A British man convicted of murdering his wife and baby girl in their Hopkinton home on Cubs Path is seeking a new trial, according to multiple news sources.
Neil Entwistle, 44, is currently serving a life sentence without the possibility of parole after he was convicted in 2008 of two counts of first-degree murder in the 2006 shooting deaths of his wife, Rachel, 27, and their daughter, 9-month-old Lillian Rose. A Boston Herald article on Wednesday noted that the murder was committed with a gun stolen from his father-in-law. After returning the gun to his father-in-law’s Carver home, the native of England booked a one-way flight to London but was extradited after the bodies were discovered.
According to court records, Entwistle filed a petition with the Supreme Judicial Court on Aug. 23. His automatic appeal of his conviction was rejected in 2012. Entwistle also unsuccessfully petitioned the Supreme Court to hear his case in January 2013. He has been serving time in the Old Colony Correctional Center in Bridgewater for more than a decade.

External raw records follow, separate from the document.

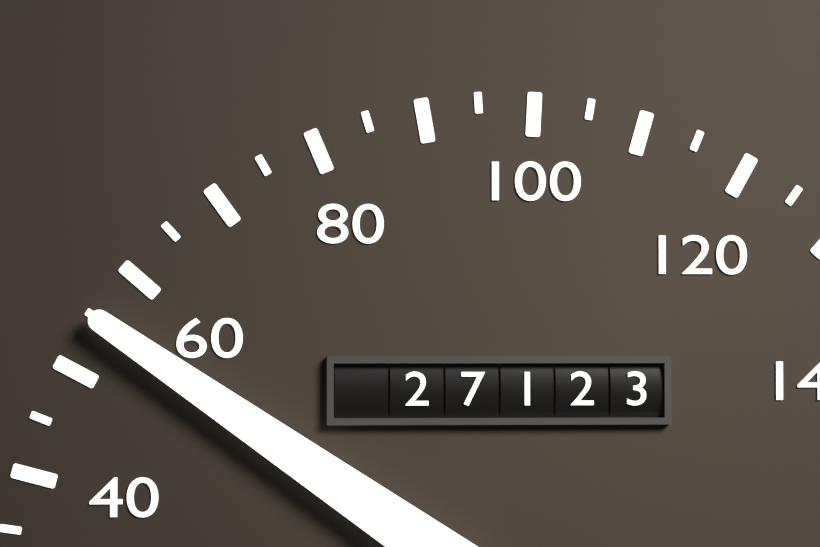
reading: 55 (no unit)
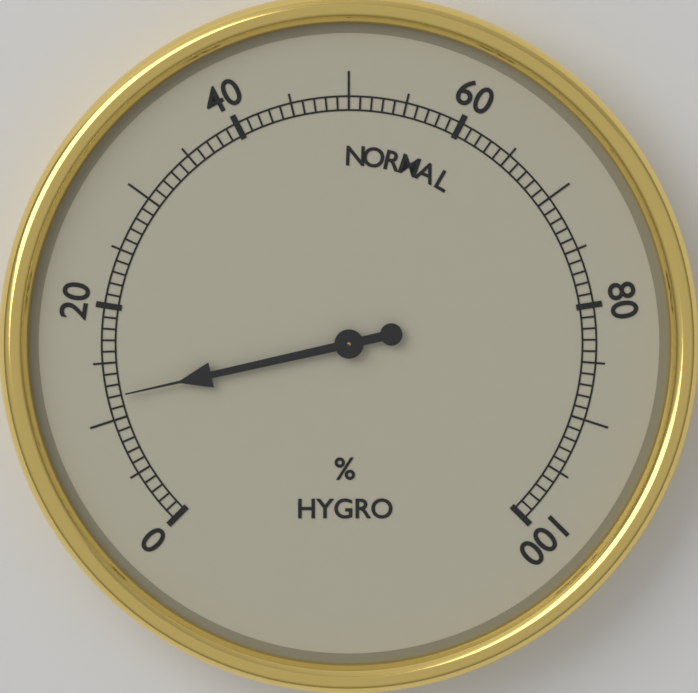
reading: 12 %
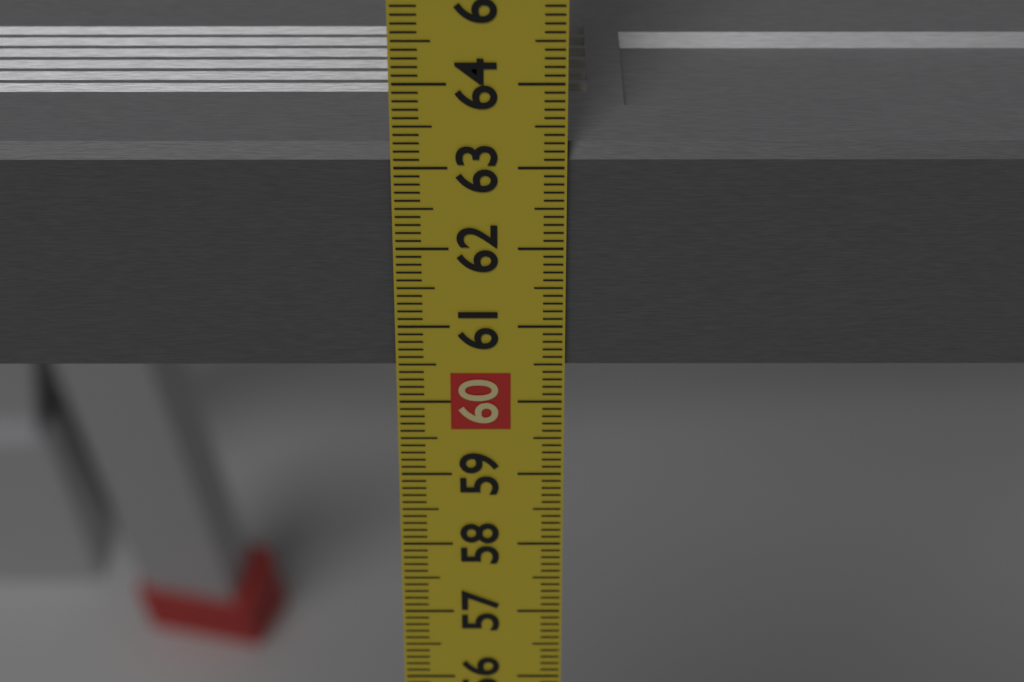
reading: 63.2 cm
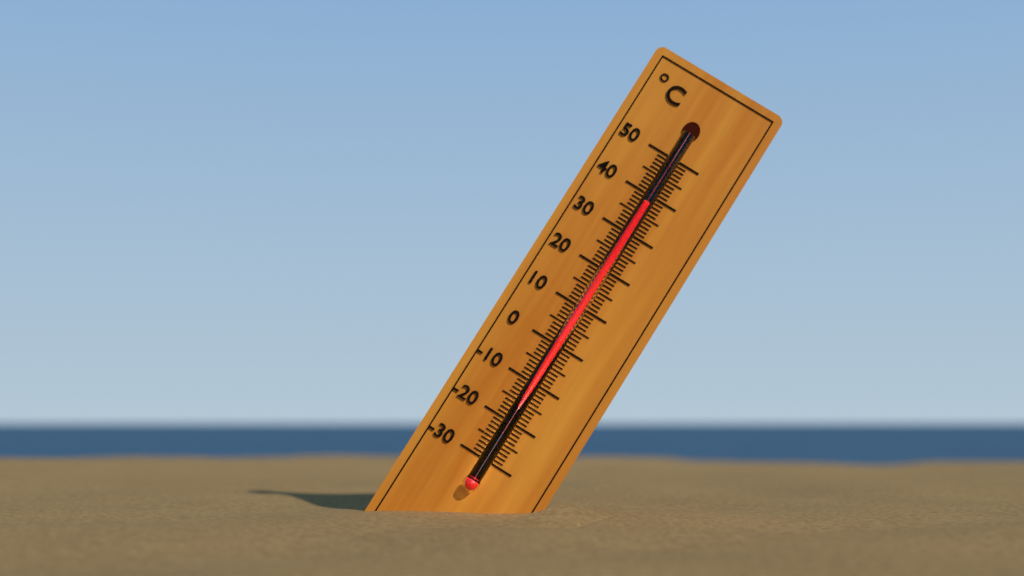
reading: 37 °C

The case garnered national attention and was profiled on NBC’s “Dateline” in June 2008.
Entwistle, who is representing himself, is requesting a new trial because he questioned whether a jury reenactment was done in a legal and proper way. The 5-foot, 2-inch juror who, during deliberations, reenacted the role of his wife in what the defense suggested was a murder-suicide, Entwistle said, was a violation of his rights because it was not “governed by the rules of evidence,” the MetroWest Daily News first reported on Wednesday.
“The defense asked the jury to ponder whether this case before them wasn’t a double murder at all, a gun in the hand of the husband, but rather a murder-suicide,” according to the transcript of the “Dateline” segment.